Barring those non-comp os and those under disability of infancy, given an adult, as here, then the law holds such adult to the standard of care of an ordinary prudent person, according to circumstance.
Mr. Justice Holmes (Common Law, p. 108), speaking to the matter, says, “If a man is born hasty and awkward, is always having accidents and hurting himself or his neighbors, no doubt his congenital defects will be allowed for in the courts of Heaven, but his slips are no less troublesome to his neighbors than if they sprang from guilty neglect. His neighbors accordingly require him, at his proper peril, to come up to their standard, and the.courts which they established decline to take his personal equation into account.’’

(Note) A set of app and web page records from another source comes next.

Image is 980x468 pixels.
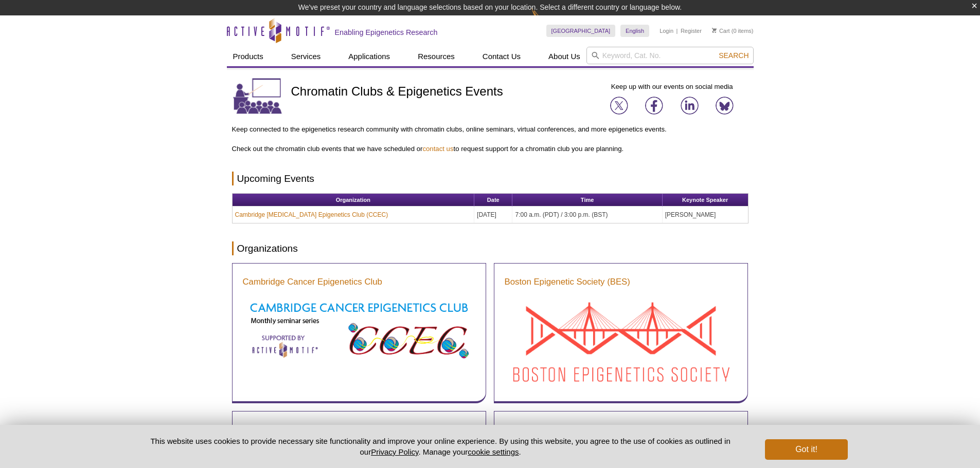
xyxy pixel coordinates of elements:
[232,194,475,206] th: Organization
[676,24,678,37] li: |
[285,47,328,66] a: Services
[542,47,587,66] a: About Us
[243,424,475,449] a: Canadian Epigenetics, Environment and Health Research Consortium (CEEHRC)
[765,439,847,460] button: Got it!
[243,276,382,288] a: Cambridge Cancer Epigenetics Club
[232,242,748,255] h2: Organizations
[621,24,649,37] a: English
[719,51,748,59] span: Search
[587,47,754,64] input: Keyword, Cat. No.
[411,47,461,66] a: Resources
[712,28,730,34] a: Cart
[371,448,418,457] a: Privacy Policy
[546,24,616,37] a: [GEOGRAPHIC_DATA]
[477,47,527,66] a: Contact Us
[512,206,662,223] td: 7:00 a.m. (PDT) / 3:00 p.m. (BST)
[610,96,628,114] img: Join us on X
[596,82,748,91] p: Keep up with our events on social media
[681,96,699,114] img: Join us on LinkedIn
[243,296,475,364] img: Cambridge Cancer Epigenetics Club Seminar Series
[342,47,396,66] a: Applications
[659,28,673,34] a: Login
[663,194,748,206] th: Keynote Speaker
[291,85,503,99] h1: Chromatin Clubs & Epigenetics Events
[505,276,630,288] a: Boston Epigenetic Society (BES)
[474,206,512,223] td: [DATE]
[712,24,754,37] li: (0 items)
[232,77,284,116] img: Chromatin Clubs & Epigenetic Events
[423,145,453,153] a: contact us
[716,96,734,114] img: Join us on Bluesky
[232,171,748,186] h2: Upcoming Events
[712,28,716,33] img: Your Cart
[663,206,748,223] td: [PERSON_NAME]
[716,51,751,60] button: Search
[681,28,702,34] a: Register
[133,436,748,457] p: This website uses cookies to provide necessary site functionality and improve your online experie...
[505,424,607,437] a: San Diego Chromatin Club
[232,125,748,134] p: Keep connected to the epigenetics research community with chromatin clubs, online seminars, virtu...
[512,194,662,206] th: Time
[235,210,388,220] a: Cambridge [MEDICAL_DATA] Epigenetics Club (CCEC)
[474,194,512,206] th: Date
[468,448,518,457] button: cookie settings
[227,47,269,66] a: Products
[232,145,748,154] p: Check out the chromatin club events that we have scheduled or to request support for a chromatin ...
[335,28,438,37] h2: Enabling Epigenetics Research
[505,296,737,389] img: Boston Epigenetic Society (BES) Seminar Series
[532,8,559,32] img: Change Here
[645,96,663,114] img: Join us on Facebook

Judging the actions of Burke, then, from the standpoint of an ordinary prudent person, we cannot see, as a matter of law, that there could be any dispute among'fair-minded, average men over his lack of negligence. He did not leave the trapdoor and go away. Nor did he dawdle and trifle. He had not stood there absorbed in mental abstraction. He was attending straightway to his immediate business, putting his book in his pocket and turning around to put down the trapdoor and walk over it to the lobby to leave the place. His culpability must not be adjudged by what transpired in a second or two — an instant. The average man does not ordinarily act instantaneously. He must have time to see, to think, to comprehend and act. If those present in the room, and particularly the personal friend of plaintiff, who was watching him
(c). The instruction complained of confined the duty of Burke to diligence after he had actual knowledge of the danger to plaintiff. After other narrations, it says: “And you are instructed that if defendant’s servant went on the premises in question solely in connection with his business as a gas meter inspector, and that he used the usual means of ingress and egress open to him for the purposes of his said business, and had no actual knowledge of the danger to plaintiff in time to have prevented the injury to him "by the exercise of ordinary care, then your verdict should be for defendant. ’ ’ The vice of the instruction is said to consist in the limitation aforesaid, in that the duty of Burke was to use ordinary care to look about and see plaintiff as well as ordinary care after he was seen to prevent his injury. In a proper case the criticism of learned counsel for plaintiff would be just, but in this case the abstract rule of law invoked hhs no application. In the first place, liability could not be predicated from failure to look out fop plaintiff, because there is no evidence of any lack of ordinary care in that regard. Again, as said in paragraph “(b),” there was no evidence of any negligence; therefore, there could be no recovery.